How do I tell them about you?
For the majority of the 26 years I’ve been alive, I have hated food. The way it made my body look, the way I loved how it tasted, the shame it always carried with it, the guilt it pummeled me with, and the way it burned, the way it tore my throat apart every time I purged. I blamed food for what it did to my relationship with my mom, my relationship with it, and my relationship with myself. It’s something I’ve talked and written about at length as I started confronting the things that kept my ribs bruised and my throat raw. It’s something I think about each time I eat. How grateful I should be that I can look at a plate of food and appreciate it for what it is, not hate myself for what it might bring me.

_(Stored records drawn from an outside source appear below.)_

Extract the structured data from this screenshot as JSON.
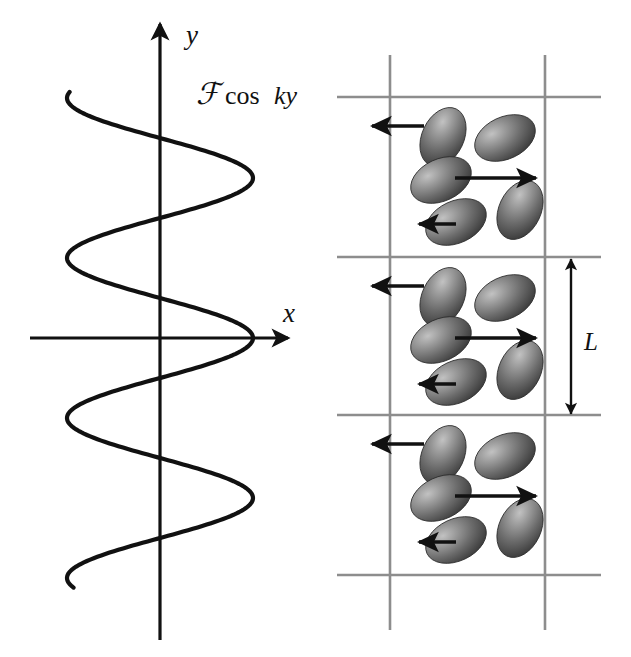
{
  "figure": {
    "background_color": "#ffffff",
    "width": 631,
    "height": 657
  },
  "left_panel": {
    "name": "force-wave-plot",
    "curve_label": {
      "script_f": "ℱ",
      "rest": "cos",
      "argument": "ky",
      "full_text": "ℱ cos ky"
    },
    "axes": {
      "y_axis_label": "y",
      "x_axis_label": "x",
      "origin_x": 160,
      "origin_y": 338,
      "y_axis_top": 24,
      "y_axis_bottom": 640,
      "x_axis_left": 30,
      "x_axis_right": 288,
      "stroke_color": "#111111",
      "stroke_width": 3.2
    },
    "curve": {
      "color": "#111111",
      "stroke_width": 4.2,
      "amplitude_px": 93,
      "center_x": 160,
      "wavelength_px": 160,
      "y_top": 92,
      "y_bottom": 588,
      "form": "x = F cos(k y)"
    }
  },
  "right_panel": {
    "name": "nematic-layers-diagram",
    "dimension_label": "L",
    "grid": {
      "color": "#8d8d8d",
      "stroke_width": 2.6,
      "vertical_lines_x": [
        390,
        545
      ],
      "vertical_top": 55,
      "vertical_bottom": 630,
      "horizontal_lines_y": [
        97,
        257,
        415,
        575
      ],
      "horizontal_left": 337,
      "horizontal_right": 601
    },
    "dimension_arrow": {
      "x": 571,
      "y_top": 259,
      "y_bottom": 414,
      "color": "#111111"
    },
    "cells": [
      {
        "name": "cell-top",
        "y_offset": 97,
        "ellipses": [
          {
            "cx": 443,
            "cy": 137,
            "rx": 21,
            "ry": 31,
            "angle": 25
          },
          {
            "cx": 505,
            "cy": 138,
            "rx": 32,
            "ry": 21,
            "angle": -25
          },
          {
            "cx": 441,
            "cy": 180,
            "rx": 32,
            "ry": 21,
            "angle": -25
          },
          {
            "cx": 520,
            "cy": 210,
            "rx": 21,
            "ry": 31,
            "angle": 25
          },
          {
            "cx": 456,
            "cy": 222,
            "rx": 32,
            "ry": 21,
            "angle": -25
          }
        ],
        "extra_ellipse": {
          "cx": 443,
          "cy": 137,
          "rx": 21,
          "ry": 31,
          "angle": 25
        },
        "arrows": [
          {
            "name": "arrow-left-upper",
            "x1": 424,
            "y1": 126,
            "x2": 372,
            "y2": 126,
            "dir": "left"
          },
          {
            "name": "arrow-right-middle",
            "x1": 455,
            "y1": 178,
            "x2": 536,
            "y2": 178,
            "dir": "right"
          },
          {
            "name": "arrow-left-lower",
            "x1": 456,
            "y1": 224,
            "x2": 419,
            "y2": 224,
            "dir": "left"
          }
        ]
      },
      {
        "name": "cell-middle",
        "y_offset": 257,
        "ellipses": [
          {
            "cx": 443,
            "cy": 297,
            "rx": 21,
            "ry": 31,
            "angle": 25
          },
          {
            "cx": 505,
            "cy": 298,
            "rx": 32,
            "ry": 21,
            "angle": -25
          },
          {
            "cx": 441,
            "cy": 340,
            "rx": 32,
            "ry": 21,
            "angle": -25
          },
          {
            "cx": 520,
            "cy": 370,
            "rx": 21,
            "ry": 31,
            "angle": 25
          },
          {
            "cx": 456,
            "cy": 382,
            "rx": 32,
            "ry": 21,
            "angle": -25
          }
        ],
        "arrows": [
          {
            "name": "arrow-left-upper",
            "x1": 424,
            "y1": 286,
            "x2": 372,
            "y2": 286,
            "dir": "left"
          },
          {
            "name": "arrow-right-middle",
            "x1": 455,
            "y1": 338,
            "x2": 536,
            "y2": 338,
            "dir": "right"
          },
          {
            "name": "arrow-left-lower",
            "x1": 456,
            "y1": 384,
            "x2": 419,
            "y2": 384,
            "dir": "left"
          }
        ]
      },
      {
        "name": "cell-bottom",
        "y_offset": 415,
        "ellipses": [
          {
            "cx": 443,
            "cy": 455,
            "rx": 21,
            "ry": 31,
            "angle": 25
          },
          {
            "cx": 505,
            "cy": 456,
            "rx": 32,
            "ry": 21,
            "angle": -25
          },
          {
            "cx": 441,
            "cy": 498,
            "rx": 32,
            "ry": 21,
            "angle": -25
          },
          {
            "cx": 520,
            "cy": 528,
            "rx": 21,
            "ry": 31,
            "angle": 25
          },
          {
            "cx": 456,
            "cy": 540,
            "rx": 32,
            "ry": 21,
            "angle": -25
          }
        ],
        "arrows": [
          {
            "name": "arrow-left-upper",
            "x1": 424,
            "y1": 444,
            "x2": 372,
            "y2": 444,
            "dir": "left"
          },
          {
            "name": "arrow-right-middle",
            "x1": 455,
            "y1": 496,
            "x2": 536,
            "y2": 496,
            "dir": "right"
          },
          {
            "name": "arrow-left-lower",
            "x1": 456,
            "y1": 542,
            "x2": 419,
            "y2": 542,
            "dir": "left"
          }
        ]
      }
    ],
    "ellipse_colors": {
      "highlight": "#b9b9b9",
      "mid": "#6e6e6e",
      "shadow": "#3a3a3a",
      "edge": "#2c2c2c"
    }
  }
}
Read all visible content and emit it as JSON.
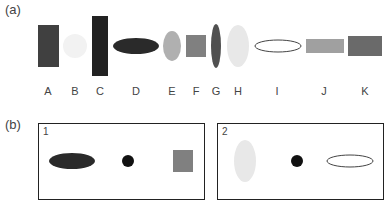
{
  "panels": {
    "a": {
      "label": "(a)",
      "shapes": [
        {
          "id": "A",
          "label": "A",
          "type": "rect",
          "color": "#404040"
        },
        {
          "id": "B",
          "label": "B",
          "type": "circle",
          "color": "#f2f2f2"
        },
        {
          "id": "C",
          "label": "C",
          "type": "rect",
          "color": "#222222"
        },
        {
          "id": "D",
          "label": "D",
          "type": "ellipse-horizontal",
          "color": "#2a2a2a"
        },
        {
          "id": "E",
          "label": "E",
          "type": "ellipse-vertical",
          "color": "#b0b0b0"
        },
        {
          "id": "F",
          "label": "F",
          "type": "square",
          "color": "#808080"
        },
        {
          "id": "G",
          "label": "G",
          "type": "ellipse-vertical",
          "color": "#505050"
        },
        {
          "id": "H",
          "label": "H",
          "type": "ellipse-vertical",
          "color": "#e8e8e8"
        },
        {
          "id": "I",
          "label": "I",
          "type": "ellipse-outline",
          "color": "#ffffff"
        },
        {
          "id": "J",
          "label": "J",
          "type": "rect",
          "color": "#a0a0a0"
        },
        {
          "id": "K",
          "label": "K",
          "type": "rect",
          "color": "#6a6a6a"
        }
      ]
    },
    "b": {
      "label": "(b)",
      "boxes": [
        {
          "label": "1",
          "items": [
            "dark-ellipse",
            "black-dot",
            "gray-square"
          ]
        },
        {
          "label": "2",
          "items": [
            "light-vertical-ellipse",
            "black-dot",
            "outline-ellipse"
          ]
        }
      ]
    }
  }
}
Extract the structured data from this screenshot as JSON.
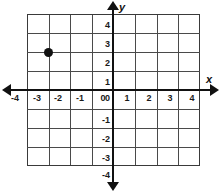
{
  "chart_data": {
    "type": "scatter",
    "title": "",
    "xlabel": "x",
    "ylabel": "y",
    "xlim": [
      -4,
      4
    ],
    "ylim": [
      -4,
      4
    ],
    "grid": true,
    "legend": false,
    "xticks": [
      "-4",
      "-3",
      "-2",
      "-1",
      "0",
      "1",
      "2",
      "3",
      "4"
    ],
    "yticks": [
      "4",
      "3",
      "2",
      "1",
      "0",
      "-1",
      "-2",
      "-3",
      "-4"
    ],
    "xtick_values": [
      -4,
      -3,
      -2,
      -1,
      0,
      1,
      2,
      3,
      4
    ],
    "ytick_values": [
      4,
      3,
      2,
      1,
      0,
      -1,
      -2,
      -3,
      -4
    ],
    "points": [
      {
        "x": -3,
        "y": 2,
        "label": "(-3, 2)",
        "color": "#111111"
      }
    ],
    "series": [
      {
        "name": "plotted-point",
        "x": [
          -3
        ],
        "y": [
          2
        ]
      }
    ],
    "colors": {
      "axis": "#111111",
      "grid": "#4a4a4a",
      "point": "#111111",
      "background": "#ffffff",
      "text": "#1a1a1a"
    }
  },
  "axes": {
    "x_name": "x",
    "y_name": "y"
  }
}
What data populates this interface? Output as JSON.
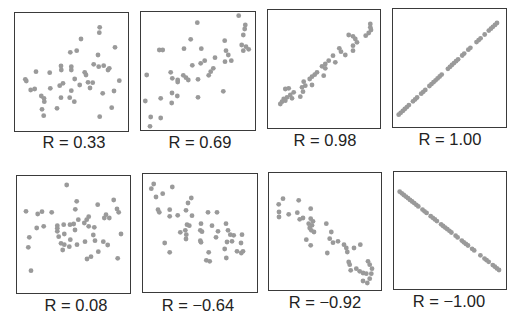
{
  "figure": {
    "title": "",
    "dot_color": "#9a9a9a",
    "border_color": "#3a3a3a"
  },
  "chart_data": [
    {
      "type": "scatter",
      "label": "R = 0.33",
      "r": 0.33,
      "box": [
        14,
        12,
        129,
        132
      ],
      "points": [
        [
          99.7,
          27.3
        ],
        [
          99.3,
          32.7
        ],
        [
          81,
          39
        ],
        [
          115,
          47.3
        ],
        [
          70.3,
          52.3
        ],
        [
          76.7,
          50.7
        ],
        [
          98,
          55
        ],
        [
          93.7,
          64.3
        ],
        [
          98.7,
          66.7
        ],
        [
          103.7,
          65.7
        ],
        [
          109.3,
          68.3
        ],
        [
          108,
          70
        ],
        [
          61,
          66
        ],
        [
          61.3,
          70
        ],
        [
          71.3,
          66.7
        ],
        [
          71.3,
          70
        ],
        [
          36,
          71.7
        ],
        [
          49.7,
          72.7
        ],
        [
          84.7,
          72.3
        ],
        [
          86,
          75
        ],
        [
          25.3,
          79.3
        ],
        [
          26.3,
          81
        ],
        [
          74.7,
          79
        ],
        [
          88,
          82.3
        ],
        [
          92.7,
          82.7
        ],
        [
          119.3,
          80.7
        ],
        [
          63,
          83.3
        ],
        [
          59.7,
          85.7
        ],
        [
          79.7,
          85
        ],
        [
          90,
          88
        ],
        [
          30.7,
          90
        ],
        [
          34.7,
          89
        ],
        [
          50.3,
          88.3
        ],
        [
          71.3,
          90.7
        ],
        [
          102.7,
          93.3
        ],
        [
          114,
          91
        ],
        [
          41.3,
          96
        ],
        [
          44,
          98.3
        ],
        [
          44.3,
          101.7
        ],
        [
          61,
          97.7
        ],
        [
          69.7,
          97.7
        ],
        [
          74.3,
          101.7
        ],
        [
          42,
          109.3
        ],
        [
          57,
          108.3
        ],
        [
          111.7,
          107.7
        ],
        [
          43.7,
          115.7
        ],
        [
          99.7,
          116.7
        ]
      ]
    },
    {
      "type": "scatter",
      "label": "R = 0.69",
      "r": 0.69,
      "box": [
        140,
        11,
        256,
        131
      ],
      "points": [
        [
          238.7,
          15.7
        ],
        [
          197.3,
          22.7
        ],
        [
          245.3,
          25
        ],
        [
          244.7,
          29
        ],
        [
          243.3,
          35
        ],
        [
          190.7,
          39.3
        ],
        [
          224.7,
          40.7
        ],
        [
          241.7,
          45
        ],
        [
          246,
          46.7
        ],
        [
          248.7,
          49.3
        ],
        [
          243.3,
          50.7
        ],
        [
          159.3,
          50
        ],
        [
          162.7,
          50
        ],
        [
          184,
          48.7
        ],
        [
          201.3,
          48.7
        ],
        [
          226,
          50.7
        ],
        [
          228.3,
          55
        ],
        [
          215,
          57.7
        ],
        [
          225,
          61.7
        ],
        [
          231.3,
          60.7
        ],
        [
          204.7,
          60.7
        ],
        [
          200.7,
          63.3
        ],
        [
          192.3,
          65.3
        ],
        [
          213.3,
          68.3
        ],
        [
          210.7,
          71.7
        ],
        [
          208.7,
          75.3
        ],
        [
          170.7,
          72.3
        ],
        [
          146.7,
          75
        ],
        [
          183.3,
          75.3
        ],
        [
          186,
          77.7
        ],
        [
          188.3,
          80
        ],
        [
          172.3,
          78.3
        ],
        [
          177.7,
          80
        ],
        [
          177.7,
          82
        ],
        [
          198,
          79.3
        ],
        [
          223.3,
          91.3
        ],
        [
          172,
          93
        ],
        [
          177.3,
          96
        ],
        [
          160.7,
          98.3
        ],
        [
          198,
          97.3
        ],
        [
          145.3,
          101
        ],
        [
          171.7,
          103
        ],
        [
          150.7,
          117
        ],
        [
          160.7,
          118
        ],
        [
          150,
          126.3
        ]
      ]
    },
    {
      "type": "scatter",
      "label": "R = 0.98",
      "r": 0.98,
      "box": [
        267,
        9,
        381,
        129
      ],
      "points": [
        [
          370.3,
          24
        ],
        [
          370.3,
          27.3
        ],
        [
          371,
          30
        ],
        [
          368.7,
          33
        ],
        [
          365.7,
          35.7
        ],
        [
          348.7,
          35
        ],
        [
          353,
          36.3
        ],
        [
          355.3,
          39
        ],
        [
          357,
          42.3
        ],
        [
          353,
          45.7
        ],
        [
          339.3,
          48.3
        ],
        [
          341,
          51.7
        ],
        [
          353,
          50.7
        ],
        [
          345.3,
          55
        ],
        [
          333,
          55.7
        ],
        [
          335.3,
          62.3
        ],
        [
          328.7,
          60.7
        ],
        [
          325.3,
          64
        ],
        [
          322,
          66.3
        ],
        [
          325.3,
          68.3
        ],
        [
          317,
          72.3
        ],
        [
          314.7,
          74.7
        ],
        [
          312,
          76.7
        ],
        [
          309.7,
          79
        ],
        [
          323.7,
          75.7
        ],
        [
          303.7,
          81.7
        ],
        [
          305.3,
          85.7
        ],
        [
          302,
          87.3
        ],
        [
          312,
          85
        ],
        [
          288.7,
          88.3
        ],
        [
          285.3,
          89
        ],
        [
          293.7,
          92.3
        ],
        [
          290.3,
          95
        ],
        [
          287,
          97.3
        ],
        [
          283.7,
          99
        ],
        [
          282,
          101.7
        ],
        [
          280.3,
          104
        ],
        [
          285.3,
          100.7
        ],
        [
          292,
          98.3
        ],
        [
          300.3,
          96.7
        ],
        [
          303,
          91.7
        ]
      ]
    },
    {
      "type": "scatter",
      "label": "R = 1.00",
      "r": 1.0,
      "box": [
        392,
        8,
        507,
        128
      ],
      "line": {
        "from": [
          398.7,
          114.7
        ],
        "to": [
          497,
          23
        ],
        "n": 48,
        "gaps": [
          0.12,
          0.2,
          0.3,
          0.47,
          0.62,
          0.68,
          0.76,
          0.86,
          0.9
        ]
      }
    },
    {
      "type": "scatter",
      "label": "R = 0.08",
      "r": 0.08,
      "box": [
        16,
        175,
        131,
        294
      ],
      "points": [
        [
          66.7,
          185
        ],
        [
          76.7,
          201.3
        ],
        [
          113.7,
          200
        ],
        [
          97.7,
          204.7
        ],
        [
          75.3,
          209.3
        ],
        [
          117,
          209
        ],
        [
          118.7,
          212.3
        ],
        [
          26,
          211.3
        ],
        [
          37.7,
          214
        ],
        [
          42,
          211.7
        ],
        [
          51.7,
          212.3
        ],
        [
          106,
          214.7
        ],
        [
          104.3,
          218
        ],
        [
          109.3,
          218
        ],
        [
          78.3,
          219.7
        ],
        [
          88.7,
          216.7
        ],
        [
          86.7,
          219.7
        ],
        [
          84.3,
          223
        ],
        [
          63.7,
          224.7
        ],
        [
          70,
          224.7
        ],
        [
          73.7,
          224
        ],
        [
          57.3,
          225.7
        ],
        [
          57.3,
          228.3
        ],
        [
          57.3,
          231.3
        ],
        [
          36.7,
          228
        ],
        [
          43.7,
          226.3
        ],
        [
          88.7,
          226.3
        ],
        [
          94.3,
          227.3
        ],
        [
          75,
          230
        ],
        [
          64.3,
          234
        ],
        [
          58.7,
          236.7
        ],
        [
          93.3,
          235
        ],
        [
          121,
          234
        ],
        [
          29.3,
          237.3
        ],
        [
          70.3,
          239.7
        ],
        [
          95,
          240.7
        ],
        [
          85,
          241.7
        ],
        [
          103.3,
          241.7
        ],
        [
          107.7,
          245
        ],
        [
          61,
          243.3
        ],
        [
          64.3,
          244.7
        ],
        [
          69.3,
          246.7
        ],
        [
          77,
          244.7
        ],
        [
          28.3,
          247.3
        ],
        [
          62.7,
          250
        ],
        [
          98.3,
          251.7
        ],
        [
          91,
          256.7
        ],
        [
          87,
          259
        ],
        [
          117.7,
          258.3
        ],
        [
          31,
          270.7
        ]
      ]
    },
    {
      "type": "scatter",
      "label": "R = −0.64",
      "r": -0.64,
      "box": [
        142,
        173,
        258,
        293
      ],
      "points": [
        [
          153.7,
          184
        ],
        [
          151.3,
          188.7
        ],
        [
          172.3,
          187
        ],
        [
          156,
          197
        ],
        [
          162.7,
          193.7
        ],
        [
          191.3,
          198
        ],
        [
          188,
          203
        ],
        [
          158,
          209.7
        ],
        [
          159.3,
          212.3
        ],
        [
          169.7,
          209.7
        ],
        [
          186,
          210.3
        ],
        [
          169.7,
          216.3
        ],
        [
          177.7,
          215.3
        ],
        [
          192,
          215.7
        ],
        [
          208,
          212.3
        ],
        [
          217,
          212.3
        ],
        [
          187,
          224.7
        ],
        [
          189.3,
          225.7
        ],
        [
          201,
          223.7
        ],
        [
          212,
          225.7
        ],
        [
          226,
          223.7
        ],
        [
          185.3,
          230.3
        ],
        [
          200.3,
          230.3
        ],
        [
          202,
          231.7
        ],
        [
          180.3,
          232.3
        ],
        [
          186.3,
          234.7
        ],
        [
          218,
          231.3
        ],
        [
          228,
          230.3
        ],
        [
          230.3,
          234.7
        ],
        [
          233.7,
          235.3
        ],
        [
          242,
          234.7
        ],
        [
          216,
          237.3
        ],
        [
          186,
          239
        ],
        [
          200.3,
          240.7
        ],
        [
          201,
          242.3
        ],
        [
          227,
          242
        ],
        [
          232,
          241.3
        ],
        [
          241,
          243
        ],
        [
          164.7,
          243
        ],
        [
          224.7,
          249
        ],
        [
          237,
          251.3
        ],
        [
          241.3,
          253
        ],
        [
          243,
          251.3
        ],
        [
          169.7,
          252.3
        ],
        [
          208.7,
          252.3
        ],
        [
          226.3,
          258
        ],
        [
          206.3,
          260.3
        ],
        [
          209.7,
          261.3
        ]
      ]
    },
    {
      "type": "scatter",
      "label": "R = −0.92",
      "r": -0.92,
      "box": [
        268,
        172,
        382,
        291
      ],
      "points": [
        [
          283,
          198.7
        ],
        [
          278.7,
          204.3
        ],
        [
          298.7,
          200.3
        ],
        [
          279,
          212
        ],
        [
          279,
          217
        ],
        [
          288.7,
          214.3
        ],
        [
          297.3,
          212.7
        ],
        [
          310.7,
          208.7
        ],
        [
          299.7,
          219.3
        ],
        [
          303,
          218
        ],
        [
          310.7,
          218.7
        ],
        [
          313,
          221.3
        ],
        [
          308.7,
          223.7
        ],
        [
          312,
          225.3
        ],
        [
          309.7,
          228
        ],
        [
          326.3,
          223.7
        ],
        [
          311.3,
          230.3
        ],
        [
          314,
          232
        ],
        [
          331.3,
          232
        ],
        [
          329.7,
          238.7
        ],
        [
          306.3,
          239.7
        ],
        [
          333,
          242.7
        ],
        [
          338,
          241.3
        ],
        [
          310.7,
          245.3
        ],
        [
          344,
          244.7
        ],
        [
          346.3,
          248
        ],
        [
          347.3,
          252
        ],
        [
          354,
          248
        ],
        [
          360.3,
          244.7
        ],
        [
          327.3,
          253
        ],
        [
          348.7,
          262
        ],
        [
          349.7,
          264.7
        ],
        [
          368,
          261.3
        ],
        [
          369.7,
          264.7
        ],
        [
          372,
          268.7
        ],
        [
          356.3,
          268.7
        ],
        [
          359.7,
          271.3
        ],
        [
          363,
          273
        ],
        [
          366.3,
          273.7
        ],
        [
          371.3,
          273.7
        ],
        [
          350.7,
          270.3
        ],
        [
          369.7,
          278.7
        ],
        [
          363,
          281
        ],
        [
          367.3,
          283
        ]
      ]
    },
    {
      "type": "scatter",
      "label": "R = −1.00",
      "r": -1.0,
      "box": [
        393,
        171,
        507,
        290
      ],
      "line": {
        "from": [
          399.7,
          191.7
        ],
        "to": [
          499,
          270
        ],
        "n": 48,
        "gaps": [
          0.21,
          0.3,
          0.4,
          0.55,
          0.6,
          0.7,
          0.78,
          0.83,
          0.91
        ]
      }
    }
  ]
}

Since I’ve been in recovery (it was four years this past October since I last binged & purged), I have tried to remove all value from the food I once tried to find my worth in. I pushed myself to eat the trigger foods that usually stopped me dead in my tracks, forced my hand, and filled my eyes with tears of regret. I’ve started getting to the root of the causes of my bulimia and as a result have been able to have a healthier relationship with my body and food in general. I am getting to know my body’s voice and learn what it’s like to listen to her and her needs.
It’s weak, and so, so quiet, but it’s there.
But as I carry on with my daily life, I don’t want to wear a sign advertising my recovery process. I don’t want to tell the world what stage I’m at or that some days I feel like I have to start all over again after having already come so far.
Some days though, I wish I did, I wish people knew. Because then they’d stop talking about the ill-informed diets they’re on. They wouldn’t use words that invoke guilt and shame just because you’re indulging or just because I don’t eat a salad for lunch. They’d stop talking about how much they have to go to the gym or stay away from carbs or joke about whatever size meal I’m eating. They’d stop adding fuel to the misinformed fire about weightloss.
And each time I heard them, maybe their words wouldn’t make tiny incisions all along my body. Microscopic cuts that you don’t even notice until they’re everywhere. A multitude of entrances for the toxicity I’ve tried for years to expel from my mind.
So maybe I should, maybe I should embrace the scarlet letter given to me by my own hand.
Maybe that’ll make this all just a bit easier.
Or maybe I’ll end up isolating myself on this island of recovery. Eating my meals in peace, screaming into the silence.